:: Dataset content ::
________________________________________

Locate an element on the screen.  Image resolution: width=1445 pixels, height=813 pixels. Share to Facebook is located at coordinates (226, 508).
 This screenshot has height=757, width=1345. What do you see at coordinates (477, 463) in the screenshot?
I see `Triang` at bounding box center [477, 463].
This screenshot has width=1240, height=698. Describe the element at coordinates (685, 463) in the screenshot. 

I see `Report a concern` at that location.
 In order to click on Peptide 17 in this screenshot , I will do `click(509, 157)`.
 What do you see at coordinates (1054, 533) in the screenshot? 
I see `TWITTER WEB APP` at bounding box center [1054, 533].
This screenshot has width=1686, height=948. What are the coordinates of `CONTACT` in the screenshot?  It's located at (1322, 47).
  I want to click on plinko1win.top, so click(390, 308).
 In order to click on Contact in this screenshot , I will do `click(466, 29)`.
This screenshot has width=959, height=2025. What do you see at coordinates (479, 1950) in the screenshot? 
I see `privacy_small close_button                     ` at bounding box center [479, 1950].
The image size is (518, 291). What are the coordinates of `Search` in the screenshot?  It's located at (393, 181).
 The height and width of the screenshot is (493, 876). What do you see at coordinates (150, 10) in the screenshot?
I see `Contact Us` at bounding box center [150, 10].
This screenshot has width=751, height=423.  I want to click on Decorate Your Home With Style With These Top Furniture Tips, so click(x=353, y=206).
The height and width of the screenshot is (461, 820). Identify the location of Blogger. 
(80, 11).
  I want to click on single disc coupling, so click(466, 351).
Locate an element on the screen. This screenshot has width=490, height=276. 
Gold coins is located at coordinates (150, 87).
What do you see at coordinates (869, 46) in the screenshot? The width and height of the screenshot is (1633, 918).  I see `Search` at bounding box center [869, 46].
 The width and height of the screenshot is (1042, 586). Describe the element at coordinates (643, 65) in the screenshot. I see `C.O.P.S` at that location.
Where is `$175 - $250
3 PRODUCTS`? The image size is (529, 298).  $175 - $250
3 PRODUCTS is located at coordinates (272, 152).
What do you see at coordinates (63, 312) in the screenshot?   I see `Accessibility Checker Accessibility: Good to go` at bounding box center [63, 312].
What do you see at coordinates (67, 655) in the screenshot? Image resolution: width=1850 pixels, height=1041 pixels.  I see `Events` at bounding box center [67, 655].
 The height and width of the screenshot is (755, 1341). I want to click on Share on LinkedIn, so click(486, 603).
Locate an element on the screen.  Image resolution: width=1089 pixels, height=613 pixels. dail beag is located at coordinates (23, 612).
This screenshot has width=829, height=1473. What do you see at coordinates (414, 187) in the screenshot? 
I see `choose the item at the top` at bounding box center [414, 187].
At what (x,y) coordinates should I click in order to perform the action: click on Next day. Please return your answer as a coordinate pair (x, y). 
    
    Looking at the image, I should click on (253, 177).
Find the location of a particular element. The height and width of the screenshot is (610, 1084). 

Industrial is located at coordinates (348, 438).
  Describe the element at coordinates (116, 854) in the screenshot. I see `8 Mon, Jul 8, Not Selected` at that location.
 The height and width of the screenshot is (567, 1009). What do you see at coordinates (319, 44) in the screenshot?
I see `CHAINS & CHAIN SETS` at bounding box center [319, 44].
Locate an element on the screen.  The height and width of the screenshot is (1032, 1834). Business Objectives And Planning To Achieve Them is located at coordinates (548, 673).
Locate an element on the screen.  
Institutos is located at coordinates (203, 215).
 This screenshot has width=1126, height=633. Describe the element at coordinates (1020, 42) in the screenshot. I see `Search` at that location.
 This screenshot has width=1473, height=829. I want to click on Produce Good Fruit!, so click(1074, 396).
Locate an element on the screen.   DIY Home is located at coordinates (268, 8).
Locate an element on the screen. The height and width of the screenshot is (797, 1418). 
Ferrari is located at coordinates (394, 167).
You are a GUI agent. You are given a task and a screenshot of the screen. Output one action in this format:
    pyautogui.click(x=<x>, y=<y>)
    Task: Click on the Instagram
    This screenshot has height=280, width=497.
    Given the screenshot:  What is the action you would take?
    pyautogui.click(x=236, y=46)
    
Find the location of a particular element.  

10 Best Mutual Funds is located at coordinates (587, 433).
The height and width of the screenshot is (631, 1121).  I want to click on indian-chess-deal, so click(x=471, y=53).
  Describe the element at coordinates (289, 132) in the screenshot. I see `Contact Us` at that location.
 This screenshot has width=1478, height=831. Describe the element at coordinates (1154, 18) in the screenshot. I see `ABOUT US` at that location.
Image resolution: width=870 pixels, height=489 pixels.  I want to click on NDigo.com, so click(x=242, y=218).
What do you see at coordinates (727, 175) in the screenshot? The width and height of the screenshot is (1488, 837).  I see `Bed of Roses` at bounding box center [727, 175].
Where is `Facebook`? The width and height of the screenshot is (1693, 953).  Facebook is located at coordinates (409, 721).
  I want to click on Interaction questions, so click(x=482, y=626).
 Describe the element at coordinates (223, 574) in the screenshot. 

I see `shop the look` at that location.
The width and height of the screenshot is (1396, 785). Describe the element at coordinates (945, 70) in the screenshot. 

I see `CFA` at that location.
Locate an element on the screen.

________________________________________

:: What needs to be done ::
Repeat the material in full, exactly as written.

:: Exercise answer ::
Locate an element on the screen.  Image resolution: width=1445 pixels, height=813 pixels. Share to Facebook is located at coordinates (226, 508).
 This screenshot has height=757, width=1345. What do you see at coordinates (477, 463) in the screenshot?
I see `Triang` at bounding box center [477, 463].
This screenshot has width=1240, height=698. Describe the element at coordinates (685, 463) in the screenshot. 

I see `Report a concern` at that location.
 In order to click on Peptide 17 in this screenshot , I will do `click(509, 157)`.
 What do you see at coordinates (1054, 533) in the screenshot? 
I see `TWITTER WEB APP` at bounding box center [1054, 533].
This screenshot has width=1686, height=948. What are the coordinates of `CONTACT` in the screenshot?  It's located at (1322, 47).
  I want to click on plinko1win.top, so click(390, 308).
 In order to click on Contact in this screenshot , I will do `click(466, 29)`.
This screenshot has width=959, height=2025. What do you see at coordinates (479, 1950) in the screenshot? 
I see `privacy_small close_button                     ` at bounding box center [479, 1950].
The image size is (518, 291). What are the coordinates of `Search` in the screenshot?  It's located at (393, 181).
 The height and width of the screenshot is (493, 876). What do you see at coordinates (150, 10) in the screenshot?
I see `Contact Us` at bounding box center [150, 10].
This screenshot has width=751, height=423.  I want to click on Decorate Your Home With Style With These Top Furniture Tips, so click(x=353, y=206).
The height and width of the screenshot is (461, 820). Identify the location of Blogger. 
(80, 11).
  I want to click on single disc coupling, so click(466, 351).
Locate an element on the screen. This screenshot has width=490, height=276. 
Gold coins is located at coordinates (150, 87).
What do you see at coordinates (869, 46) in the screenshot? The width and height of the screenshot is (1633, 918).  I see `Search` at bounding box center [869, 46].
 The width and height of the screenshot is (1042, 586). Describe the element at coordinates (643, 65) in the screenshot. I see `C.O.P.S` at that location.
Where is `$175 - $250
3 PRODUCTS`? The image size is (529, 298).  $175 - $250
3 PRODUCTS is located at coordinates (272, 152).
What do you see at coordinates (63, 312) in the screenshot?   I see `Accessibility Checker Accessibility: Good to go` at bounding box center [63, 312].
What do you see at coordinates (67, 655) in the screenshot? Image resolution: width=1850 pixels, height=1041 pixels.  I see `Events` at bounding box center [67, 655].
 The height and width of the screenshot is (755, 1341). I want to click on Share on LinkedIn, so click(486, 603).
Locate an element on the screen.  Image resolution: width=1089 pixels, height=613 pixels. dail beag is located at coordinates (23, 612).
This screenshot has width=829, height=1473. What do you see at coordinates (414, 187) in the screenshot? 
I see `choose the item at the top` at bounding box center [414, 187].
At what (x,y) coordinates should I click in order to perform the action: click on Next day. Please return your answer as a coordinate pair (x, y). 
    
    Looking at the image, I should click on (253, 177).
Find the location of a particular element. The height and width of the screenshot is (610, 1084). 

Industrial is located at coordinates (348, 438).
  Describe the element at coordinates (116, 854) in the screenshot. I see `8 Mon, Jul 8, Not Selected` at that location.
 The height and width of the screenshot is (567, 1009). What do you see at coordinates (319, 44) in the screenshot?
I see `CHAINS & CHAIN SETS` at bounding box center [319, 44].
Locate an element on the screen.  The height and width of the screenshot is (1032, 1834). Business Objectives And Planning To Achieve Them is located at coordinates (548, 673).
Locate an element on the screen.  
Institutos is located at coordinates (203, 215).
 This screenshot has width=1126, height=633. Describe the element at coordinates (1020, 42) in the screenshot. I see `Search` at that location.
 This screenshot has width=1473, height=829. I want to click on Produce Good Fruit!, so click(1074, 396).
Locate an element on the screen.   DIY Home is located at coordinates (268, 8).
Locate an element on the screen. The height and width of the screenshot is (797, 1418). 
Ferrari is located at coordinates (394, 167).
You are a GUI agent. You are given a task and a screenshot of the screen. Output one action in this format:
    pyautogui.click(x=<x>, y=<y>)
    Task: Click on the Instagram
    This screenshot has height=280, width=497.
    Given the screenshot:  What is the action you would take?
    pyautogui.click(x=236, y=46)
    
Find the location of a particular element.  

10 Best Mutual Funds is located at coordinates (587, 433).
The height and width of the screenshot is (631, 1121).  I want to click on indian-chess-deal, so click(x=471, y=53).
  Describe the element at coordinates (289, 132) in the screenshot. I see `Contact Us` at that location.
 This screenshot has width=1478, height=831. Describe the element at coordinates (1154, 18) in the screenshot. I see `ABOUT US` at that location.
Image resolution: width=870 pixels, height=489 pixels.  I want to click on NDigo.com, so click(x=242, y=218).
What do you see at coordinates (727, 175) in the screenshot? The width and height of the screenshot is (1488, 837).  I see `Bed of Roses` at bounding box center [727, 175].
Where is `Facebook`? The width and height of the screenshot is (1693, 953).  Facebook is located at coordinates (409, 721).
  I want to click on Interaction questions, so click(x=482, y=626).
 Describe the element at coordinates (223, 574) in the screenshot. 

I see `shop the look` at that location.
The width and height of the screenshot is (1396, 785). Describe the element at coordinates (945, 70) in the screenshot. 

I see `CFA` at that location.
Locate an element on the screen.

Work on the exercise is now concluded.